The U.S. Central Command said Wednesday that the Islamic State group is trying “to reconstitute” as the number of attacks in Syria and Iraq is on track to double this year, compared to the year before.
IS claimed 153 attacks in the two countries in the first six months of 2024, CENTCOM said in a statement. According to a U.S. defense official, who spoke on condition of anonymity as he wasn’t allowed to speak publicly on the matter, the group was behind 121 attacks in Syria and Iraq in 2023.
“The increase in attacks indicates ISIS is attempting to reconstitute following several years of decreased capability,” CENTCOM said.
In northeastern Syria, Kurdish-led authorities issued a general amnesty Wednesday that would include hundreds of Syrians who have been held by the main U.S.-backed force over their roles within IS.
The U.S.-backed and Kurdish-led Syrian Democratic Forces, or SDF, are holding over 10,000 captured IS fighters in around two dozen detention facilities — including 2,000 foreigners whose home countries have refused to repatriate them.
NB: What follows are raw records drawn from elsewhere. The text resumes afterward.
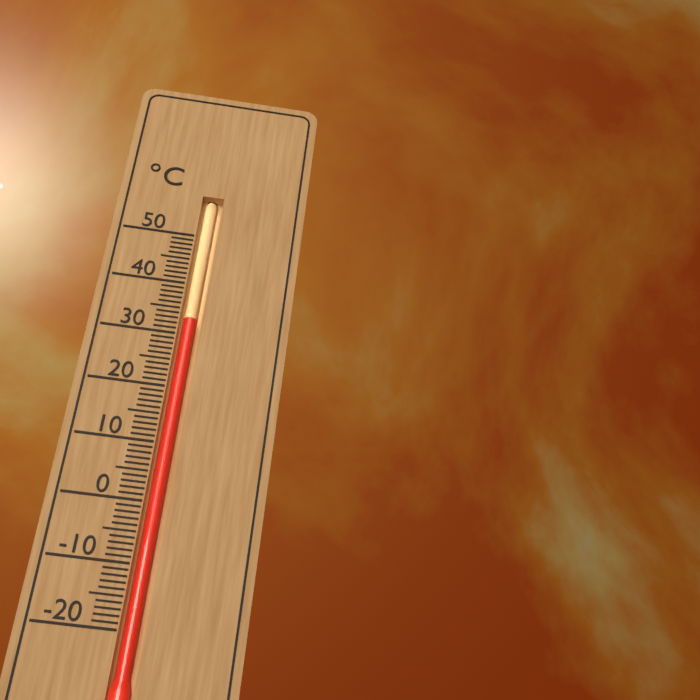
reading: 33 °C
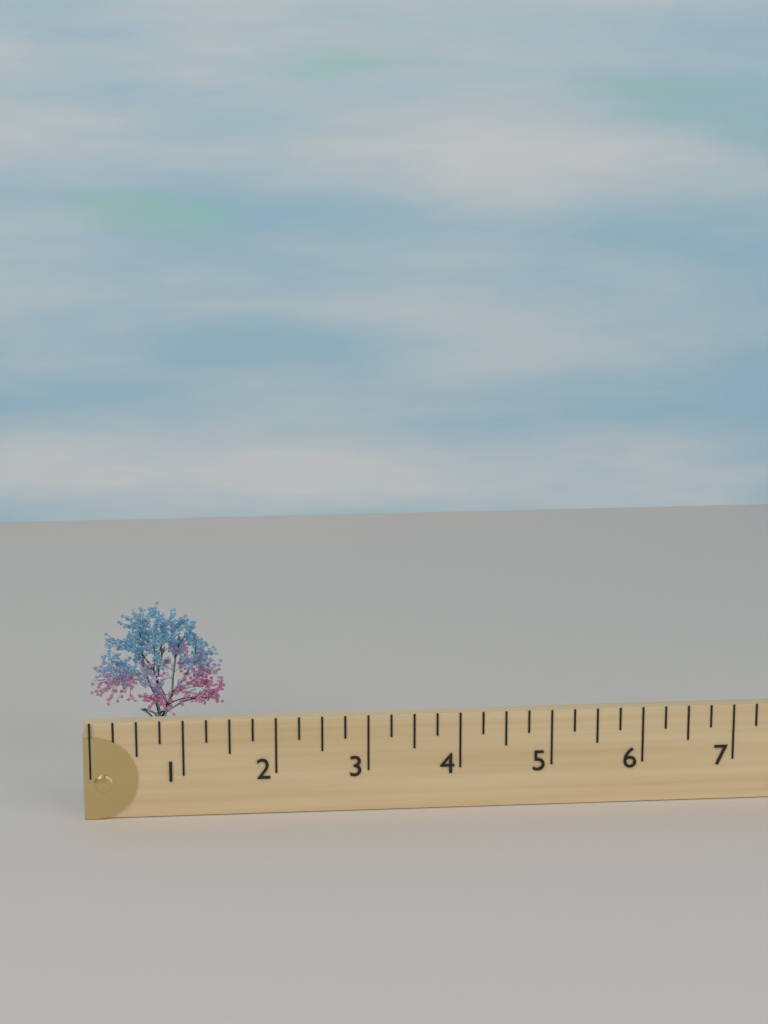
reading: 1.50 (no unit)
The SDF captured the last sliver of land in Syria from IS in March 2019.
The Autonomous Administration of North and East Syria said a life sentence will be reduced to 15 years in jail, while those detainees serving life sentences who have incurable diseases will be set free, as will those who have reached the age of 75. It said the amnesty will not include IS officials and members who fought against the SDF, nor those who carried out attacks with explosives that killed people.
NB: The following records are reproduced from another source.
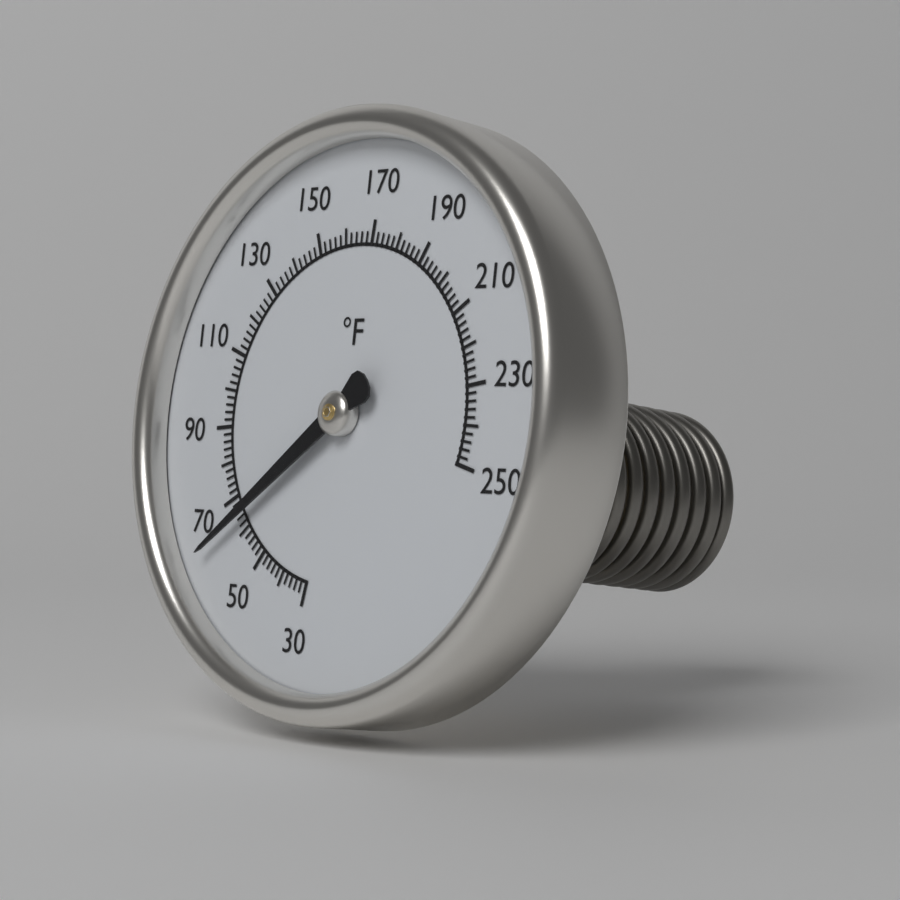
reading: 64 °F
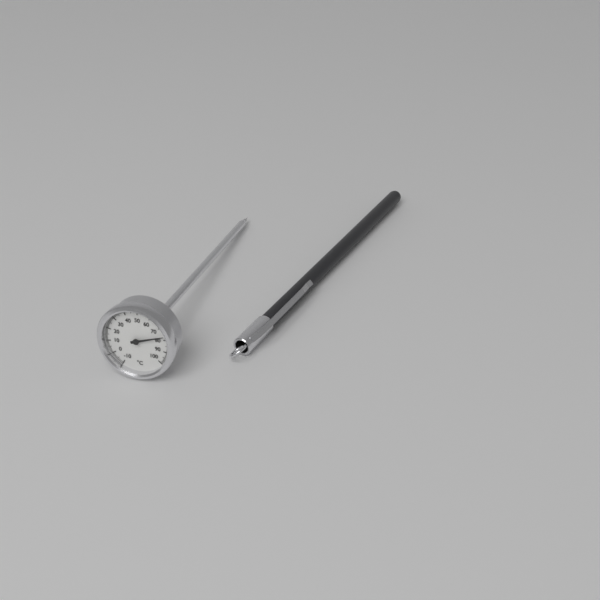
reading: 77 °C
Legal expert Khaled Jabr told The Associated Press that the amnesty will include some 600 Syrian citizens who are held on terrorism charges and links to IS, as long as their hands are not tainted with blood or they were detained while fighting SDF members.
The announcement comes just after the 10-year mark since the militant group declared its caliphate in large parts of Iraq and Syria. At its peak, the group ruled an area half the size of the United Kingdom where it attempted to enforce its extreme interpretation of Islam, which included attacks on religious minority groups and harsh punishment of Muslims deemed to be apostates.
Militants also killed thousands of members of the Yazidi religious minority and kidnapped thousands of women and children, many of whom were subjected to sexual abuse and human trafficking.
A coalition of more than 80 countries, led by the United States, was formed to fight IS, which lost its hold on the territory it controlled in Iraq and 2017 and in Syria in 2019, although sleeper cells remain in both countries and abroad.
Iraqi officials say that they can keep the IS threat under control with their own forces and have entered into talks with the U.S. aimed at winding down the mission of the U.S.-led military coalition in Iraq.
The talks come at a time of increased domestic tensions over the U.S. military presence.
From October to February, an umbrella group of Iran-backed militias calling itself the Islamic Resistance in Iraq launched regular drone attacks on bases housing U.S. troops in Iraq and Syria, which they said was in retaliation for Washington’s support of Israel in the ongoing war in Gaza and were aimed at forcing U.S. forces to withdraw from Iraq.
Those attacks largely halted after three U.S. soldiers were killed in a strike on a base in Jordan, near the Syrian border in late January, prompting U.S. retaliatory strikes in Iraq.
On Tuesday, two Iraqi militia officials said they had launched a new drone attack targeting the Ain al-Asad air base in Iraq. The officials spoke on condition of anonymity because they were not authorized to comment publicly. It was unclear whether the attack had hit its target. U.S. officials did not immediately respond to requests for comment.